Benkendorf, Aleksandr Khristoforovich

Benkendorf, Aleksandr Khristoforovich

 

Born June 23 (July 4), 1781, or 1783; died Sept. 23 (Oct. 5), 1844. Russian statesman, count (from 1832), and one of the main champions of the reactionary domestic policy of Nicholas I.

He was a participant in the wars with France (1805–07) and Turkey (1806–12), the Patriotic War of 1812, and the foreign campaigns of 1813–14. From 1819 to 1821 he was chief of staff of a guards corps. In 1821 he presented a report on the “Union of Prosperity” to Alexander I. He commanded cavalry involved in the suppression of the Decembrist uprising on Dec. 14,1825, and also served as a member of the Investigating Commission that dealt with the Decembrist affair (1825).
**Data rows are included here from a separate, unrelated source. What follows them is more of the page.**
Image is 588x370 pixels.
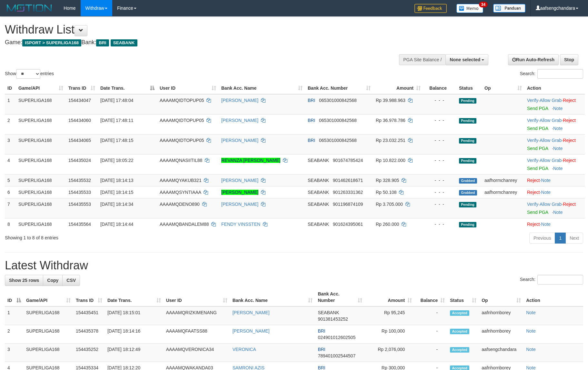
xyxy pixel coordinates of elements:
[457,82,482,94] th: Status
[376,98,405,103] span: Rp 39.988.963
[96,39,109,47] span: BRI
[426,189,454,195] div: - - -
[221,138,258,143] a: [PERSON_NAME]
[423,82,457,94] th: Balance
[527,201,538,207] a: Verify
[160,189,201,195] span: AAAAMQSYNTIAAA
[24,288,73,306] th: Game/API: activate to sort column ascending
[563,201,576,207] a: Reject
[415,306,447,325] td: -
[553,210,563,215] a: Note
[319,118,357,123] span: Copy 065301000842568 to clipboard
[479,2,488,7] span: 34
[555,232,566,243] a: 1
[16,114,66,134] td: SUPERLIGA168
[527,189,540,195] a: Reject
[221,189,258,195] a: [PERSON_NAME]
[230,288,315,306] th: Bank Acc. Name: activate to sort column ascending
[526,328,536,333] a: Note
[62,275,80,286] a: CSV
[527,118,538,123] a: Verify
[100,222,133,227] span: [DATE] 18:14:44
[5,218,16,230] td: 8
[553,166,563,171] a: Note
[540,201,563,207] span: ·
[560,54,578,65] a: Stop
[100,189,133,195] span: [DATE] 18:14:15
[415,288,447,306] th: Balance: activate to sort column ascending
[459,118,476,124] span: Pending
[160,178,202,183] span: AAAAMQYAKUB321
[105,306,163,325] td: [DATE] 18:15:01
[540,158,563,163] span: ·
[445,54,488,65] button: None selected
[376,138,405,143] span: Rp 23.032.251
[308,98,315,103] span: BRI
[68,158,91,163] span: 154435024
[5,3,54,13] img: MOTION_logo.png
[5,114,16,134] td: 2
[527,106,548,111] a: Send PGA
[5,343,24,362] td: 3
[47,278,58,283] span: Copy
[565,232,583,243] a: Next
[479,343,523,362] td: aafsengchandara
[16,94,66,115] td: SUPERLIGA168
[365,306,415,325] td: Rp 95,245
[479,288,523,306] th: Op: activate to sort column ascending
[540,118,563,123] span: ·
[540,98,563,103] span: ·
[365,288,415,306] th: Amount: activate to sort column ascending
[318,353,356,358] span: Copy 789401002544507 to clipboard
[163,325,230,343] td: AAAAMQFAATSS88
[105,325,163,343] td: [DATE] 18:14:16
[157,82,219,94] th: User ID: activate to sort column ascending
[24,306,73,325] td: SUPERLIGA168
[527,138,538,143] a: Verify
[459,178,477,184] span: Grabbed
[482,186,525,198] td: aafhormchanrey
[221,178,258,183] a: [PERSON_NAME]
[540,138,563,143] span: ·
[100,201,133,207] span: [DATE] 18:14:34
[493,4,526,12] img: panduan.png
[426,201,454,207] div: - - -
[16,134,66,154] td: SUPERLIGA168
[527,166,548,171] a: Send PGA
[68,138,91,143] span: 154434065
[221,98,258,103] a: [PERSON_NAME]
[415,4,447,13] img: Feedback.jpg
[5,198,16,218] td: 7
[66,82,98,94] th: Trans ID: activate to sort column ascending
[163,343,230,362] td: AAAAMQVERONICA34
[529,232,555,243] a: Previous
[9,278,39,283] span: Show 25 rows
[527,158,538,163] a: Verify
[73,325,105,343] td: 154435378
[5,82,16,94] th: ID
[450,57,480,62] span: None selected
[111,39,137,47] span: SEABANK
[68,98,91,103] span: 154434047
[563,138,576,143] a: Reject
[459,222,476,227] span: Pending
[540,98,561,103] a: Allow Grab
[16,154,66,174] td: SUPERLIGA168
[508,54,558,65] a: Run Auto-Refresh
[333,222,363,227] span: Copy 901624395061 to clipboard
[105,288,163,306] th: Date Trans.: activate to sort column ascending
[308,158,329,163] span: SEABANK
[376,178,399,183] span: Rp 328.905
[5,134,16,154] td: 3
[5,275,43,286] a: Show 25 rows
[100,158,133,163] span: [DATE] 18:05:22
[525,154,585,174] td: · ·
[219,82,305,94] th: Bank Acc. Name: activate to sort column ascending
[459,138,476,143] span: Pending
[553,126,563,131] a: Note
[541,178,551,183] a: Note
[68,189,91,195] span: 154435533
[305,82,373,94] th: Bank Acc. Number: activate to sort column ascending
[525,174,585,186] td: ·
[426,137,454,143] div: - - -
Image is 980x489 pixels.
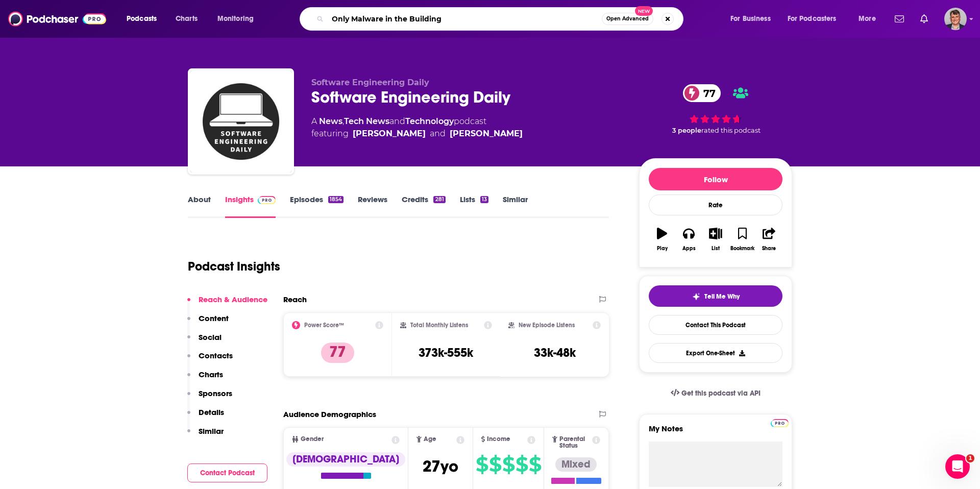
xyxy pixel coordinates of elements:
button: Social [187,333,222,351]
span: $ [529,456,540,472]
a: Charts [169,11,204,27]
a: InsightsPodchaser Pro [225,194,275,218]
span: 1 [966,454,974,462]
button: Charts [187,369,223,388]
span: Software Engineering Daily [311,77,430,87]
div: 281 [434,196,445,203]
h3: 33k-48k [534,344,576,360]
a: News [319,117,343,126]
button: Contact Podcast [187,463,267,482]
iframe: Intercom live chat [945,454,969,479]
span: rated this podcast [701,127,760,135]
div: 13 [480,196,488,203]
button: Export One-Sheet [648,342,782,363]
span: Open Advanced [606,16,648,22]
h2: Power Score™ [304,322,343,329]
div: Play [656,245,667,251]
button: Sponsors [187,388,233,407]
p: Contacts [199,350,233,360]
button: Bookmark [729,221,755,257]
p: Details [199,407,224,417]
button: Contacts [187,350,233,369]
div: [DEMOGRAPHIC_DATA] [286,452,405,466]
span: Podcasts [127,12,156,26]
p: Social [199,333,222,342]
span: Tell Me Why [704,292,739,301]
button: tell me why sparkleTell Me Why [648,285,782,307]
h2: Total Monthly Listens [410,322,468,329]
span: featuring [311,128,523,140]
span: New [635,6,653,16]
img: User Profile [944,8,966,30]
img: Podchaser Pro [257,196,275,204]
img: Software Engineering Daily [190,70,292,172]
span: $ [516,456,528,472]
span: For Podcasters [787,12,836,26]
label: My Notes [648,424,782,441]
div: 77 3 peoplerated this podcast [638,77,792,141]
button: Similar [187,426,224,445]
div: Mixed [555,457,597,471]
h2: Audience Demographics [283,409,376,419]
img: tell me why sparkle [692,292,700,301]
span: Age [424,436,437,442]
div: List [712,245,720,251]
a: Lee Atchison [352,128,426,140]
a: Jeffrey Meyerson [449,128,523,140]
a: Show notifications dropdown [916,10,931,28]
button: open menu [781,11,851,27]
span: Logged in as AndyShane [944,8,966,30]
a: Episodes1854 [290,194,343,218]
a: Lists13 [459,194,488,218]
a: Tech News [343,117,389,126]
span: and [430,128,445,140]
a: Show notifications dropdown [891,10,908,28]
span: Gender [301,436,324,442]
button: List [702,221,729,257]
img: Podchaser - Follow, Share and Rate Podcasts [8,9,106,29]
span: Charts [175,12,198,26]
span: 77 [693,84,721,102]
span: , [343,117,343,126]
a: Technology [405,117,453,126]
button: open menu [120,11,170,27]
button: Play [648,221,675,257]
a: About [188,194,211,218]
span: Income [487,436,511,442]
div: Apps [682,245,696,251]
a: Credits281 [402,194,445,218]
button: Share [755,221,782,257]
h2: New Episode Listens [519,322,574,329]
button: Details [187,407,224,426]
span: $ [489,456,501,472]
div: Search podcasts, credits, & more... [309,7,693,31]
h3: 373k-555k [419,344,473,360]
button: Apps [675,221,702,257]
span: Get this podcast via API [681,389,760,398]
a: Contact This Podcast [648,315,782,335]
div: Bookmark [731,245,754,251]
span: and [389,117,405,126]
button: Follow [648,168,782,190]
button: open menu [210,11,267,27]
button: open menu [723,11,783,27]
p: Sponsors [199,388,233,398]
p: 77 [321,342,354,363]
p: Similar [199,426,224,436]
a: Pro website [770,418,788,427]
h2: Reach [283,294,307,304]
div: A podcast [311,116,523,140]
a: Get this podcast via API [662,381,768,406]
button: open menu [851,11,889,27]
span: For Business [731,12,770,26]
span: 27 yo [423,456,458,476]
button: Content [187,314,229,333]
p: Content [199,314,229,323]
div: 1854 [328,196,343,203]
span: $ [502,456,515,472]
span: Monitoring [218,12,253,26]
p: Reach & Audience [199,294,267,304]
span: $ [475,456,488,472]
In January 1826 he formulated a project for the organization of a central, political investigative organ (“ministry of police”), which was adopted in principle by Nicholas I with the establishment of the Third Section. From July 1826 to the end of his life Benkendorf was the chief gendarme and the head of the Third Section of His Majesty’s Own Imperial Chancery. At the instruction of the tsar he personally supervised A. S. Pushkin and was responsible for his persecution. He exercised great influence over Nicholas I and was his most trusted high official. Part of Benkendorf s memoirs were published in Russkii arkhiv (1865, no. 2).

REFERENCE

Lemke, M. [K.]. Nikolaevskie zhandarmy i literatura 1826–55 gg. [St. Petersburg] 1908.